Now we can define Depth of Field: it is the region where the CoC is less than a certain value, i.e. where the entire image or a particular area of the image is perceived to be “sharp enough”. Depth of field is therefore based on some definition of “acceptable” sharpness and is essentially an arbitrary specification. The CoC cut-off size that defines depth of field ultimately depends on the resolution of the human eye, as well as the magnification at which the image is viewed.
At normal reading distance 1 arc minute represents a diameter of about 0.063 mm on a piece of paper – about as wide as the thickness of a human hair. Interestingly, the photographic community long ago and for some unclear reason decided that they will instead settle for a coarser limit to the circle of confusion, roughly 0.167 mm, which means you might find depth of field scales printed on some lenses to be a bit over-optimistic.
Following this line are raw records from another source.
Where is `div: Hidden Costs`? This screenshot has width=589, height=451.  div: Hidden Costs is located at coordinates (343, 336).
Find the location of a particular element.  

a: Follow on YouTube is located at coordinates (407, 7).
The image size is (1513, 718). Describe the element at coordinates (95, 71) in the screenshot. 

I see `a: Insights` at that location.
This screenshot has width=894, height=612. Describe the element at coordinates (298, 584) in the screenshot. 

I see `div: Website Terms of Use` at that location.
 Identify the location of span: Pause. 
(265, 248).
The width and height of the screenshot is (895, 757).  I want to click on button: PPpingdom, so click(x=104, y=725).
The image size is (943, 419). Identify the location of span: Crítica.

These DOF scales are therefore more a crude rule of thumb than anything useful.
Field of View
crop factors
Graphic compute
The reason we have defocus blur in real cameras is because they need a big hole (rather than just a pinhole) through which to gather light.
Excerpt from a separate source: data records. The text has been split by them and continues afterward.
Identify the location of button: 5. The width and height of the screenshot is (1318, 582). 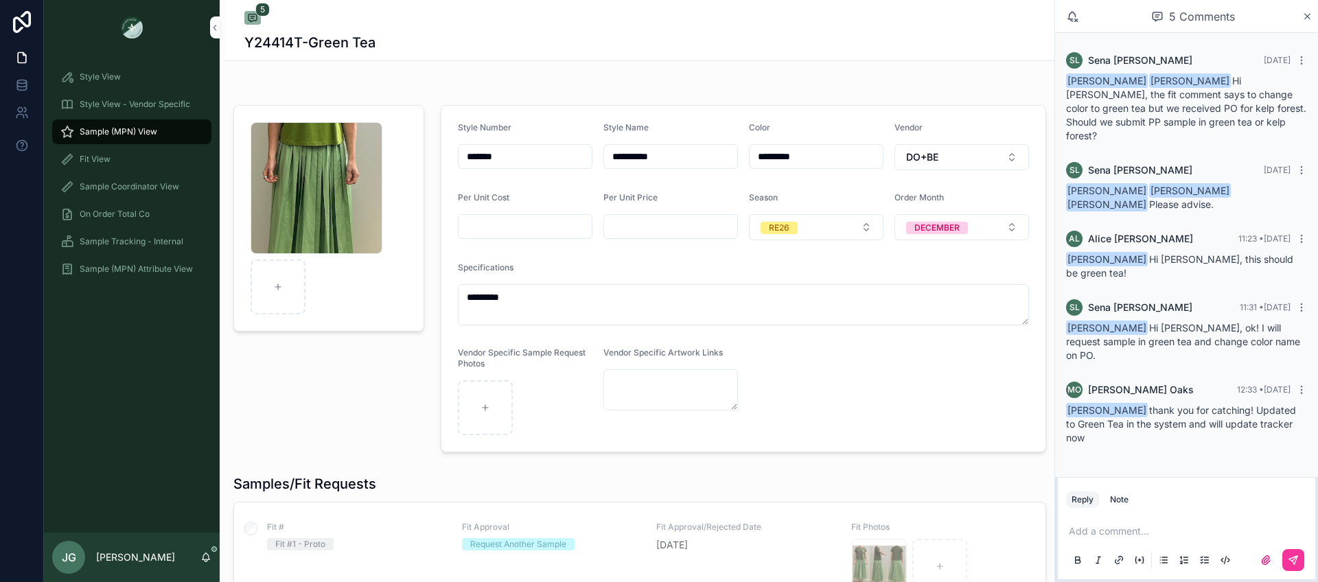
(253, 19).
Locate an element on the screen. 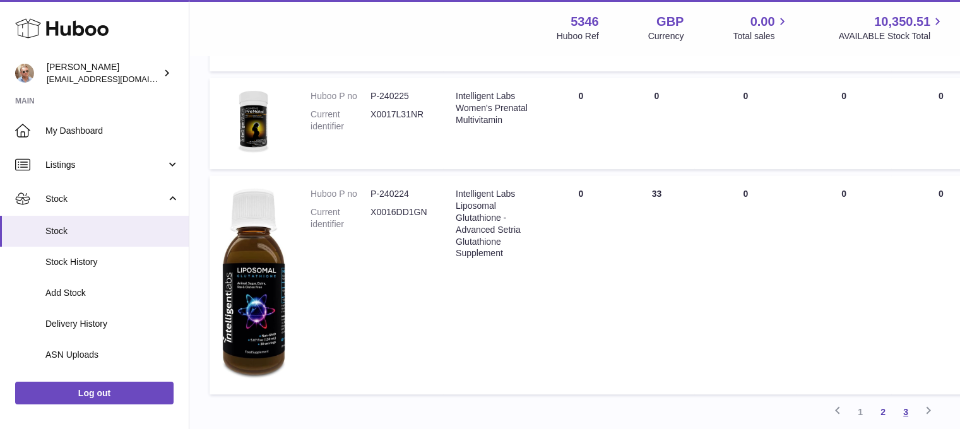 This screenshot has width=960, height=429. dd: X0016DD1GN is located at coordinates (400, 218).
focus distance : the distance between the camera center and the plane where everything is in perfect focus the focus distance.
focus length : is the distance between the camera center and the image plane.
For our model, however, these two will have the same value, as we will put our pixel grid right on the focus plane, which is focus distance away from the camera center.
The “aperture” is a hole to control how big the lens is effectively. For a real camera, if you need more light you make the aperture bigger, and will get more blur for objects away from the focus distance. For our virtual camera, we can have a perfect sensor and never need more light, so we only use an aperture when we want defocus blur.
A Thin Lens Approximation
usually start rays from an infinitely thin circular “lens”, and send them toward the pixel of interest on the focus plane (focal_length away from the lens), where everything on that plane in the 3D world is in perfect focus.
In practice, we accomplish this by placing the viewport in this plane. Putting everything together:
- The focus plane is orthogonal to the camera view direction.
- The focus distance is the distance between the camera center and the focus plane.
- The viewport lies on the focus plane, centered on the camera view direction vector.
- The grid of pixel locations lies inside the viewport (located in the 3D world).
- Random image sample locations are chosen from the region around the current pixel location.
- The camera fires rays from random points on the lens through the current image sample location.
Without defocus blur, all scene rays originate from the camera center (or lookfrom). In order to accomplish defocus blur, we construct a disk centered at the camera center. The larger the radius, the greater the defocus blur. You can think of our original camera as having a defocus disk of radius zero (no blur at all), so all rays originated at the disk center(lookfrom).